Once she’s toppled, the psychological thriller commences: her identity crisis. Who is Tár if not the admired conductor? What happens when the artist is separated from her art, and the woman left behind is laid bare? This, in my opinion, is what makes the film a refreshing alternative to rehashing the “art from artist” argument, which almost always descends into a Right versus Left snoozefest.

 

Tár without her power is no longer Tár, so we watch the chaos as the woman left behind is haunted by the void within herself. Rather than provide an answer to this crisis, the film takes us through several stages before dropping us into the unknown. 

 

The first stage is Lydia as inhuman. Those we place in the upper echelons of society tend to be perceived as something more-than-human to justify why we’ve put them there. Inordinate amounts of money and praise must be due to someone possessing qualities the rest of us do not. Perhaps that’s why they can get away with acting immorally. For Lydia this is no different—her distance from humanity is evident in the way she disregards social rules (and legal ones) and acts according to her own compass. But without her status to prop up her inhumanity, she devolves into the animal. In one scene, Lydia faces off with a wolf-like hound in a basement. This parallels a later scene in which she storms her orchestra’s stage now being conducted by her replacement and attacks him in a growling outburst of carnal violence. The distance between Lydia Tár and the rest of humanity, which once highlighted her grandeur and talent, now highlights her isolation. 

 

The second stage is Lydia as a child. She returns to her family home in working class suburbia and cries in her childhood bedroom, watching an old videotape of an orchestra, wearing a high school hockey medal.
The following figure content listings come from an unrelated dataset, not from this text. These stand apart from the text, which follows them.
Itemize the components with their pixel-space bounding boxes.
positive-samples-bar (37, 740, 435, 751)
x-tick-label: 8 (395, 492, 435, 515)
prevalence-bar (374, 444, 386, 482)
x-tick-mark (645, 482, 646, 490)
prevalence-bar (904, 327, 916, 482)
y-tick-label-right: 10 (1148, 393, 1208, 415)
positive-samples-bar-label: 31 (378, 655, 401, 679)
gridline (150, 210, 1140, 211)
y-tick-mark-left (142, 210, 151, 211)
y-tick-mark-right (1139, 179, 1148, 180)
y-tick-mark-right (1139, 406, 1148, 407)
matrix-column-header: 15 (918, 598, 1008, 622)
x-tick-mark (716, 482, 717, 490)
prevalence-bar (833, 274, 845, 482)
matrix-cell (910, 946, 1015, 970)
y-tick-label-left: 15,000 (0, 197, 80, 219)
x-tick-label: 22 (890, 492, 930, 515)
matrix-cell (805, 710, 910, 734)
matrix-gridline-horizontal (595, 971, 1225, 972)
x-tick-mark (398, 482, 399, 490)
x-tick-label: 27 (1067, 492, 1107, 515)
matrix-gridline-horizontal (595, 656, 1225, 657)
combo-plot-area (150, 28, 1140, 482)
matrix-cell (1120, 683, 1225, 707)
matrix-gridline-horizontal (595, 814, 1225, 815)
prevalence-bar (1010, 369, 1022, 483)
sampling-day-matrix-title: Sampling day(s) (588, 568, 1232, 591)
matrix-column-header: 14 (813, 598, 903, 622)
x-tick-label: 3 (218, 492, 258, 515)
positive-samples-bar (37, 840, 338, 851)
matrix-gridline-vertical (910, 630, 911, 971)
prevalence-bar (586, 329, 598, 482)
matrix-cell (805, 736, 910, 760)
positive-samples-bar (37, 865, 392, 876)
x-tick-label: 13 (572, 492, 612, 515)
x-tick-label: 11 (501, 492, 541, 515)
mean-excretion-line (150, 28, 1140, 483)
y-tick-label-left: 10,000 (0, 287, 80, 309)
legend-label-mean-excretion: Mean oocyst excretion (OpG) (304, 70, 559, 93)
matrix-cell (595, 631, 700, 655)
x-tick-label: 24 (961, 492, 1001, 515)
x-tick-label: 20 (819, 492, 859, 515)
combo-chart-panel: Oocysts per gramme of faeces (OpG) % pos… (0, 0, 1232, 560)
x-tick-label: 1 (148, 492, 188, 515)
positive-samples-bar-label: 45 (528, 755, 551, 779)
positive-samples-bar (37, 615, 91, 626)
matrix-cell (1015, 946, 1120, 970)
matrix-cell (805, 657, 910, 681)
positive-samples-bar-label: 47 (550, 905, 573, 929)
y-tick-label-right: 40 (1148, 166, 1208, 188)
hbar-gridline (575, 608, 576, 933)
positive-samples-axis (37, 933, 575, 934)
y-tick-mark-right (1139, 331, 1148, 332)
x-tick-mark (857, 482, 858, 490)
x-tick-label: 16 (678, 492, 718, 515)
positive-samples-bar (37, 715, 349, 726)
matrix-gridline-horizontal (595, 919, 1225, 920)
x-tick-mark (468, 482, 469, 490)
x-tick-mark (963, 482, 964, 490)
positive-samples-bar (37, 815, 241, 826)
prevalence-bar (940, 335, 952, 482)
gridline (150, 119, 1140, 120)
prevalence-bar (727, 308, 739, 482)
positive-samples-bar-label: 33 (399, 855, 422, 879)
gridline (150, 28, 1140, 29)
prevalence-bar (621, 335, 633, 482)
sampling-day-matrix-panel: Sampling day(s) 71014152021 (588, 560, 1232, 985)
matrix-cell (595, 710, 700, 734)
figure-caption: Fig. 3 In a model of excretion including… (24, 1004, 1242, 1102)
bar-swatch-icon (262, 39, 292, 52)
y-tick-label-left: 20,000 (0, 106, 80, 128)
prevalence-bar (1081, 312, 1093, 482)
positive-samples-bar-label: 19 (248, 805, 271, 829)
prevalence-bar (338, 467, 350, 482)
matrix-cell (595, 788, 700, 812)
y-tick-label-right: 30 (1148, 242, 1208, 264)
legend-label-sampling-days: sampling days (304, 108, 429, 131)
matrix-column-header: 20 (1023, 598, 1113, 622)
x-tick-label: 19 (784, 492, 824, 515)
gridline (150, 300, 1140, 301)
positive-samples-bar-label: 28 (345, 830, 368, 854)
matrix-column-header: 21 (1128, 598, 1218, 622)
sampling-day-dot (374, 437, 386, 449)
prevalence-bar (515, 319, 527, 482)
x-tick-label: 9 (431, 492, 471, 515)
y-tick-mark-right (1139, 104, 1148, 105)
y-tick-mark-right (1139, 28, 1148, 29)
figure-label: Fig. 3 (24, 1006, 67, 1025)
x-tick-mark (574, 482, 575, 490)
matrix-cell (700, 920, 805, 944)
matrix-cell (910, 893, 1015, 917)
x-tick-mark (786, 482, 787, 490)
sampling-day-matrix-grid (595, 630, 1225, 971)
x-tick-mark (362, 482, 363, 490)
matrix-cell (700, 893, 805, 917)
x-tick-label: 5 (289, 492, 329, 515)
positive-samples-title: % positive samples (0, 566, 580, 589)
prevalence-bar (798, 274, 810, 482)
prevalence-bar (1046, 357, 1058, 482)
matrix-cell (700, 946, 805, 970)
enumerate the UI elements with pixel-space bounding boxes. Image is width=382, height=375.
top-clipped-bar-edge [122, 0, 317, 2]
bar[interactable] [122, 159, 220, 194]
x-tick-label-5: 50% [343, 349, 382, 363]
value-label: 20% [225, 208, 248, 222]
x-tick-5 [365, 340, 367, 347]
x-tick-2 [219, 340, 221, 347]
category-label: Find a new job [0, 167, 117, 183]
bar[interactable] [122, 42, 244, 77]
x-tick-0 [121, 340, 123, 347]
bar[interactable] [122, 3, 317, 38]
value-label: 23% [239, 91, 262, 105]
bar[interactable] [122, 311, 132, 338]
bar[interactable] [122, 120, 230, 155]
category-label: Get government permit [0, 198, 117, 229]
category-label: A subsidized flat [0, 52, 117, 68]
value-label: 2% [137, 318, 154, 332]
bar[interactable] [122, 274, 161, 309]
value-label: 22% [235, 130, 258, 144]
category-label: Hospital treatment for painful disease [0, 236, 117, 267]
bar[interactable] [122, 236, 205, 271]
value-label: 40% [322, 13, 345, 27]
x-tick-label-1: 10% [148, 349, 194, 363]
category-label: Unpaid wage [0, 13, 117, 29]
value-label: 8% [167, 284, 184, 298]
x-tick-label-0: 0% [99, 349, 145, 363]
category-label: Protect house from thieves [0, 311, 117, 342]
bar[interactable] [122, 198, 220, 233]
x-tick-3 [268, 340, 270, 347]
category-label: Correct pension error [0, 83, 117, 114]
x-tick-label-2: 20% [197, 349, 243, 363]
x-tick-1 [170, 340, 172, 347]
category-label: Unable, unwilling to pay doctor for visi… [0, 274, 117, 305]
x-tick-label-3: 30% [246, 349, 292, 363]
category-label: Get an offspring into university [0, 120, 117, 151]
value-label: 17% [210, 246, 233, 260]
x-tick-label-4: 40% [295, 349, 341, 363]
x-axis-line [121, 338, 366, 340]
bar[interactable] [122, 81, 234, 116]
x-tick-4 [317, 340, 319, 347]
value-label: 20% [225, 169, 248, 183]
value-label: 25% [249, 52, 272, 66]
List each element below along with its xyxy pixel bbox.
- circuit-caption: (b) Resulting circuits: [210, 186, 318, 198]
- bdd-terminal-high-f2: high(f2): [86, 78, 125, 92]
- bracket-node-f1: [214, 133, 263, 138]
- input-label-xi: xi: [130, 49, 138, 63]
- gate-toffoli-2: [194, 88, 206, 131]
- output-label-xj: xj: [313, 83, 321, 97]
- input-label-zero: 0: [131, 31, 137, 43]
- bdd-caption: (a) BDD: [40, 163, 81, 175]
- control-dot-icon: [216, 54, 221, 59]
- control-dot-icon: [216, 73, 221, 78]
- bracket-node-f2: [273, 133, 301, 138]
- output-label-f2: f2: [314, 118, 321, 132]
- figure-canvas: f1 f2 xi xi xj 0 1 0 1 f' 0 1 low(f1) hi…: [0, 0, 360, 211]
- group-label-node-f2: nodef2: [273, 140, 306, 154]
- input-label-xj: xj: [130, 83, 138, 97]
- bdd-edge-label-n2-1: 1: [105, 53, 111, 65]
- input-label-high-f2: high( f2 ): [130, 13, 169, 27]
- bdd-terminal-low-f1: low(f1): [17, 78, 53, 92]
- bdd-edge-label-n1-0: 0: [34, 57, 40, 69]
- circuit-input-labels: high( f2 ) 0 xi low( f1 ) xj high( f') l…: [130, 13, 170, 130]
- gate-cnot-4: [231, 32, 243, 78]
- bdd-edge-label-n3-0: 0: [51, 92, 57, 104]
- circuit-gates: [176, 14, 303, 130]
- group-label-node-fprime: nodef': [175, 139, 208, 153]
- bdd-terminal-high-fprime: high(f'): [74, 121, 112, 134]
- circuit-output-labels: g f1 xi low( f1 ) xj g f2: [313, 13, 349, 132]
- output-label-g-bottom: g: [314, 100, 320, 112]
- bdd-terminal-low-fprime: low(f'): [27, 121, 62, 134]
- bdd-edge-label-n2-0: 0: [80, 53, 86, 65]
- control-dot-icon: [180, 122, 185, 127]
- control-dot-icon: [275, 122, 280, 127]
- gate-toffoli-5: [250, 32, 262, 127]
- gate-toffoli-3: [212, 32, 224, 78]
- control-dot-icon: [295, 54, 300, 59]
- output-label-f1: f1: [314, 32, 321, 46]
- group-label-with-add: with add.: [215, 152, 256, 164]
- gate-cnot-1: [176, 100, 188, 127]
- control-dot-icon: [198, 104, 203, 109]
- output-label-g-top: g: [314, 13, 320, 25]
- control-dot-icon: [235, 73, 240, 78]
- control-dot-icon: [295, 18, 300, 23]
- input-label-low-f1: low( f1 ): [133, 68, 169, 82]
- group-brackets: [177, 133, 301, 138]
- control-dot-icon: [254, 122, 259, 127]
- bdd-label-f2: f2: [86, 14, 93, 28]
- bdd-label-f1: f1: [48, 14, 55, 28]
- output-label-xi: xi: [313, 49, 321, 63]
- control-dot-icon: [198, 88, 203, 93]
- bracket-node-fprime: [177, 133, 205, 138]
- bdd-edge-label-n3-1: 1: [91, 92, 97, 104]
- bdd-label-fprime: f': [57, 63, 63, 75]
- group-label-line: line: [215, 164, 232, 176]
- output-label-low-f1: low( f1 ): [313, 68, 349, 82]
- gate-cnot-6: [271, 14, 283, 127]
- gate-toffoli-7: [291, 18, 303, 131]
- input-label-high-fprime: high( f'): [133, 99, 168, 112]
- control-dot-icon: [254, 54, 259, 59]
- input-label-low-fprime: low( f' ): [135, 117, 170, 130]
We learn from her brother that her real name is Linda Tarr, further exposing her false identity as the great artist and repositioning her as a charlatan. 

 

The last is Lydia as a caricature of who she once was. She returns to her art form, conducting an orchestra in the Philippines which is slowly shown to be low-brow and undemanding work. Lydia regurgitates her spiel on seeking to understand the composer when interpreting music to this new, uninterested orchestra. The final scene of the film shows Lydia returning to the stage as conductor, and the camera pans to the audience to reveal the punchline: the orchestra is playing the score of a video game series for a crowd of comically-dressed cosplayers. Tár has made efforts to reacquaint herself with her art, but only succeeds in becoming a joke. No adulation, no acknowledgment, no power.

 

With her self-induced downfall, Tár is separated from her art form and the power it gave her. She has obliterated herself. She is laid bare. As what? Field leaves that for us to decide.